* _AIM OF THE EXERCISE_
For this exercise, write out only the lines of the entries below from the one with "Identify the location of tab-黑名单: 黑名单." up to and including the one with "Task: Click on", exactly as they are. Pictures stay out.
#### MATERIAL FOR THIS TASK
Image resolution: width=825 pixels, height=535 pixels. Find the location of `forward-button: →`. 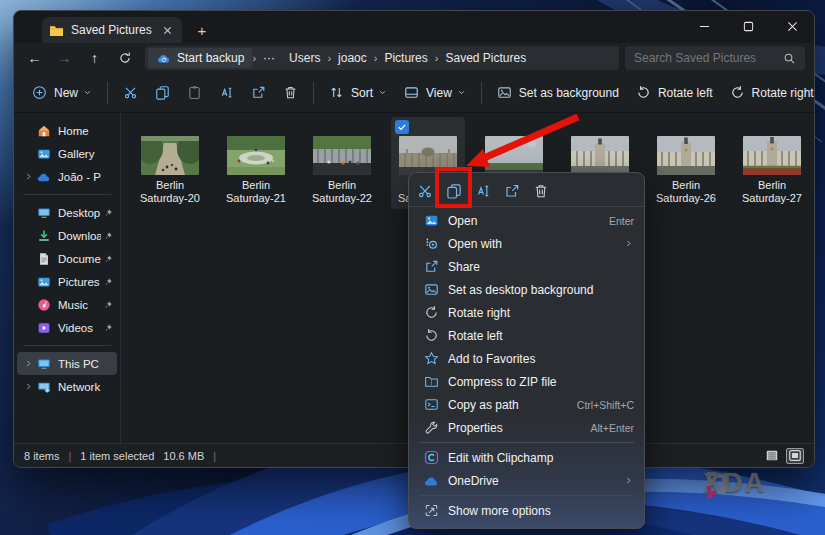

forward-button: → is located at coordinates (64, 58).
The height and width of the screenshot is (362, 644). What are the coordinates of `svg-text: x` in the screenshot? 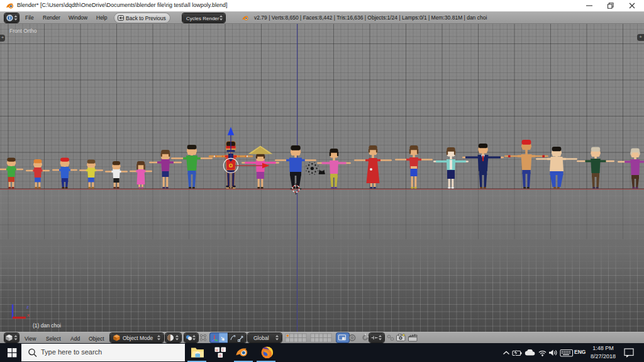 It's located at (28, 315).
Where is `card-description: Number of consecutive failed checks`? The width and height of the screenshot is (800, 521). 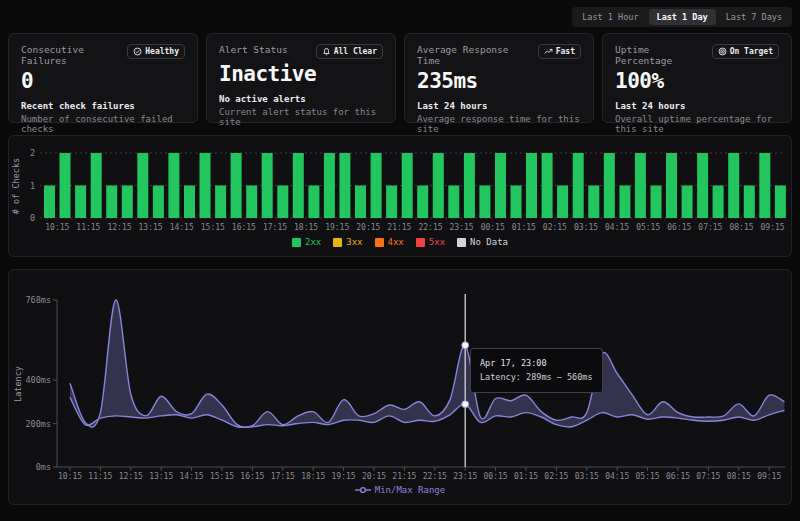
card-description: Number of consecutive failed checks is located at coordinates (103, 124).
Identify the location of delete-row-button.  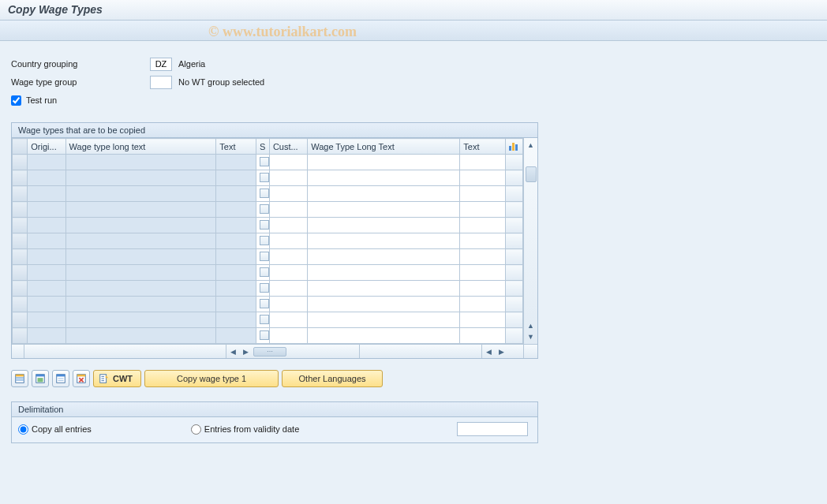
(81, 379).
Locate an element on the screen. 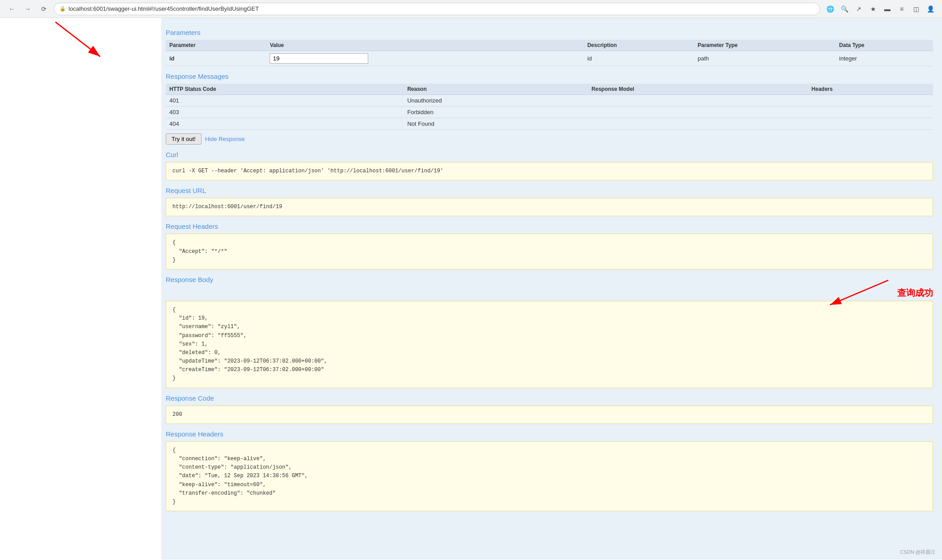 Image resolution: width=942 pixels, height=560 pixels. response-messages-title: Response Messages is located at coordinates (549, 76).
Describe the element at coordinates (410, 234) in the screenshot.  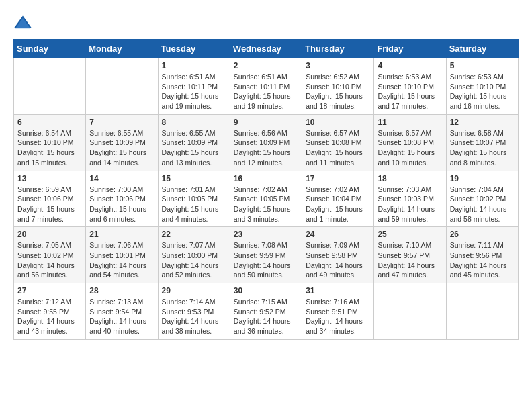
I see `day-number: 25` at that location.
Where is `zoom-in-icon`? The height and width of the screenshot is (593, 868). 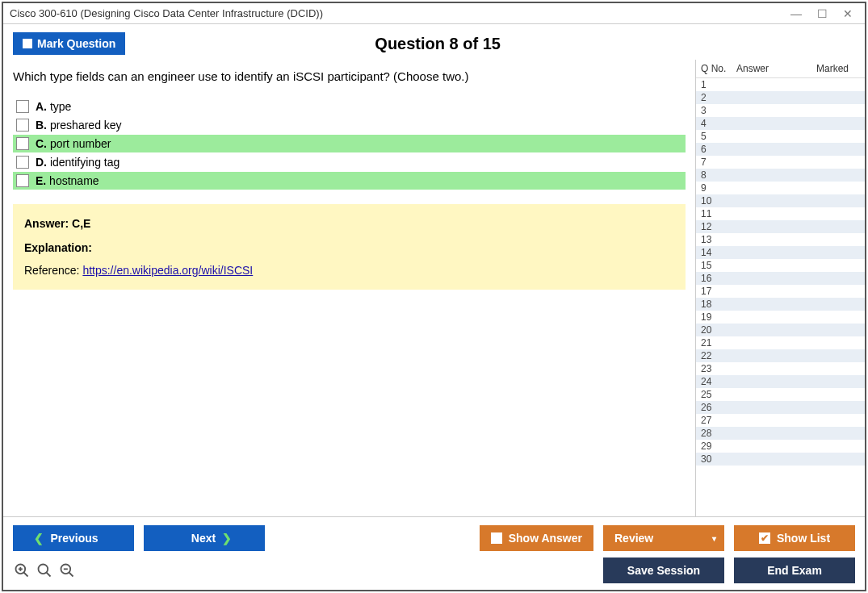
zoom-in-icon is located at coordinates (44, 570).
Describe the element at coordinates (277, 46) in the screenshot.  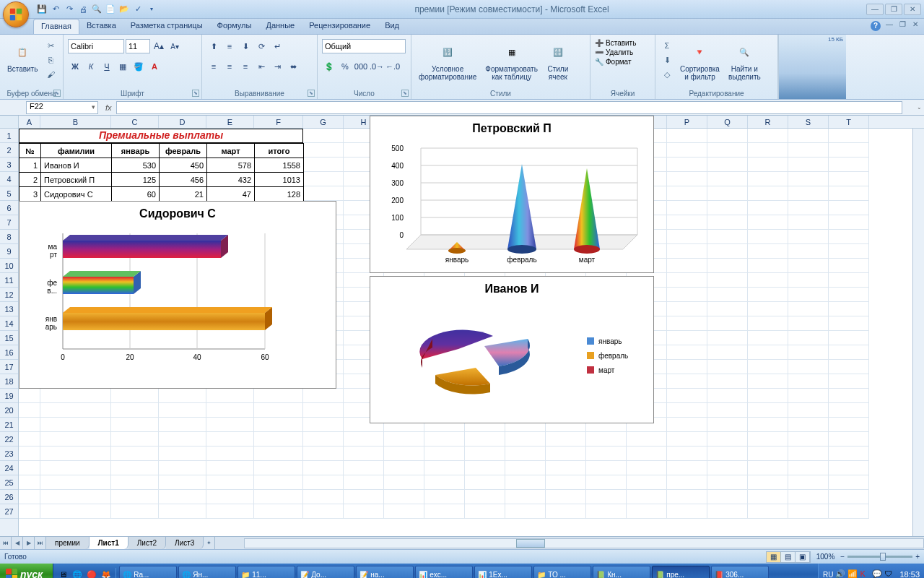
I see `wrap-text-icon: ↵` at that location.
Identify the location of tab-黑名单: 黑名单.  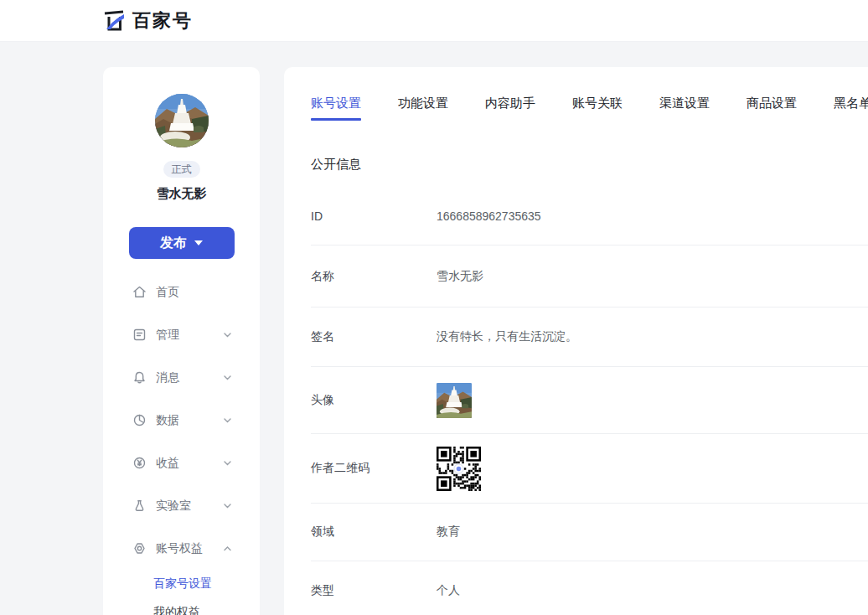
(851, 103).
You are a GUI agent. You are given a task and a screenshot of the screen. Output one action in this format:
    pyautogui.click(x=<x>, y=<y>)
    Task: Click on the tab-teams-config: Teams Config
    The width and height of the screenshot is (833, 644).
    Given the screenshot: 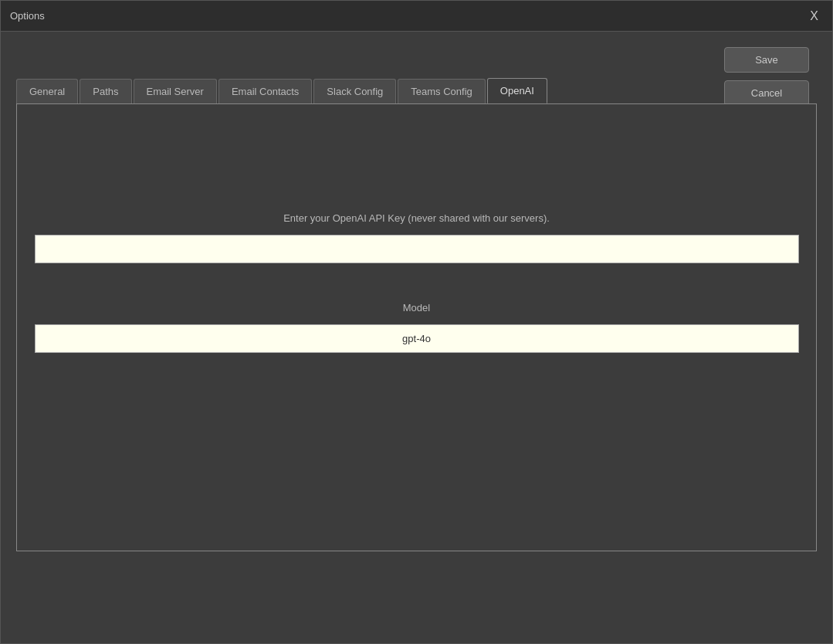 What is the action you would take?
    pyautogui.click(x=442, y=91)
    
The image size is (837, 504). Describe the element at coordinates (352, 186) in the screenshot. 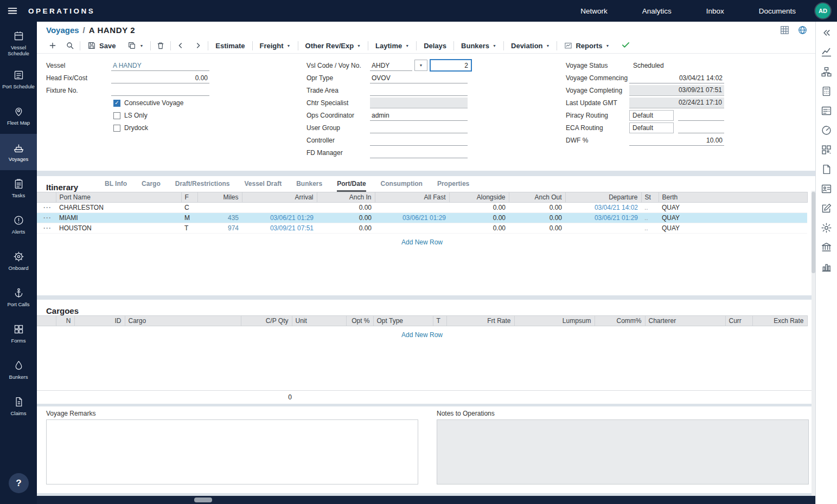

I see `tab-port-date: Port/Date` at that location.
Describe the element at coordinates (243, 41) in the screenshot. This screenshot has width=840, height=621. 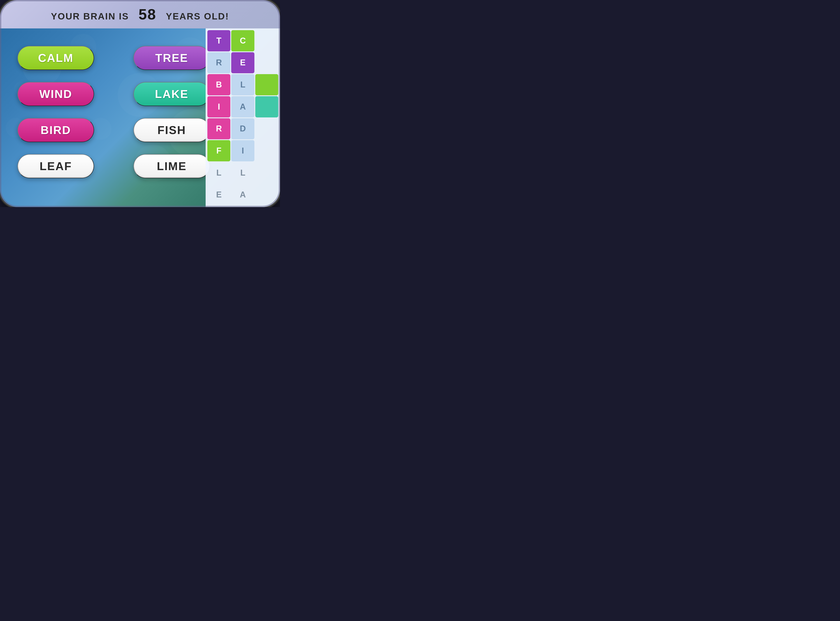
I see `grid-cell-C: C` at that location.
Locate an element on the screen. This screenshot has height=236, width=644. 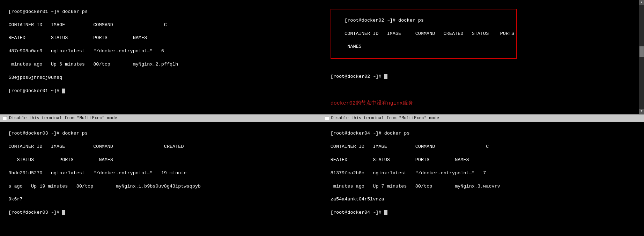
terminal-line: CONTAINER ID IMAGE COMMAND CREATED STATU… is located at coordinates (429, 33).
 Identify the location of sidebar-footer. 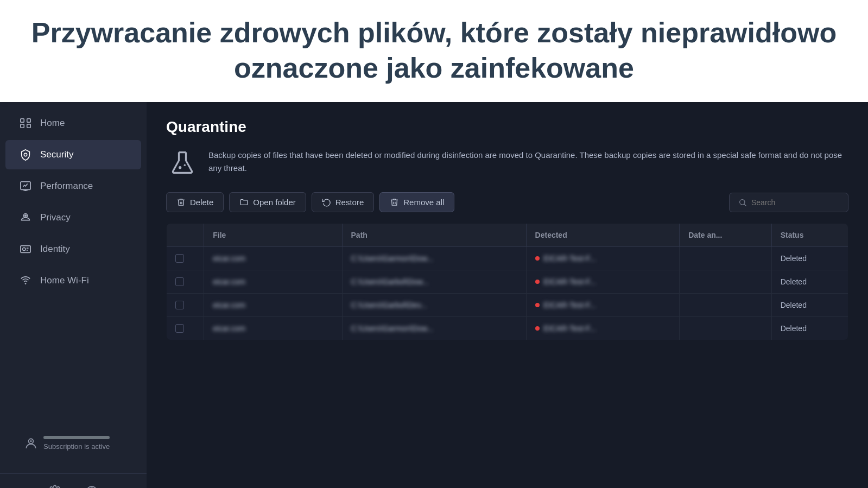
(73, 481).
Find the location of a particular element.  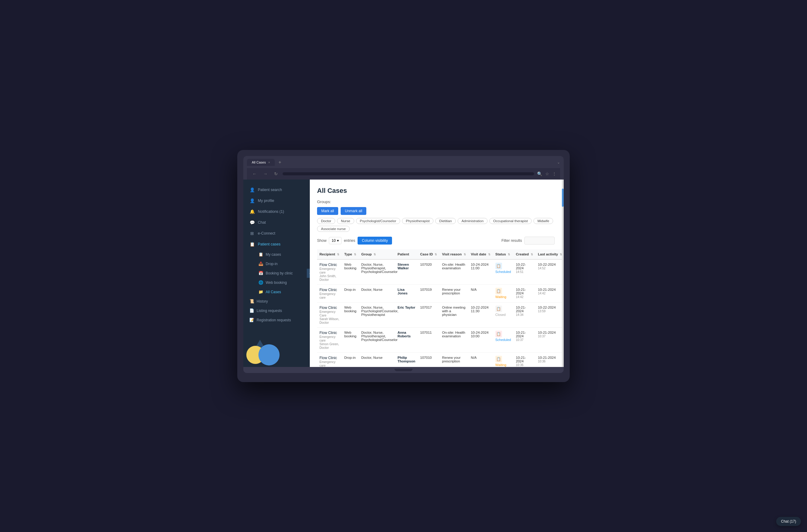

table-row: Flow Clinic Emergency care John Smith, D… is located at coordinates (440, 272).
########
* _ANSWER_
Identify the location of tab-黑名单: 黑名单.  
(851, 103).
You are a GUI agent. You are given a task and a screenshot of the screen. Output one action in this format:
    pyautogui.click(x=<x>, y=<y>)
    Task: Click on the tab-teams-config: Teams Config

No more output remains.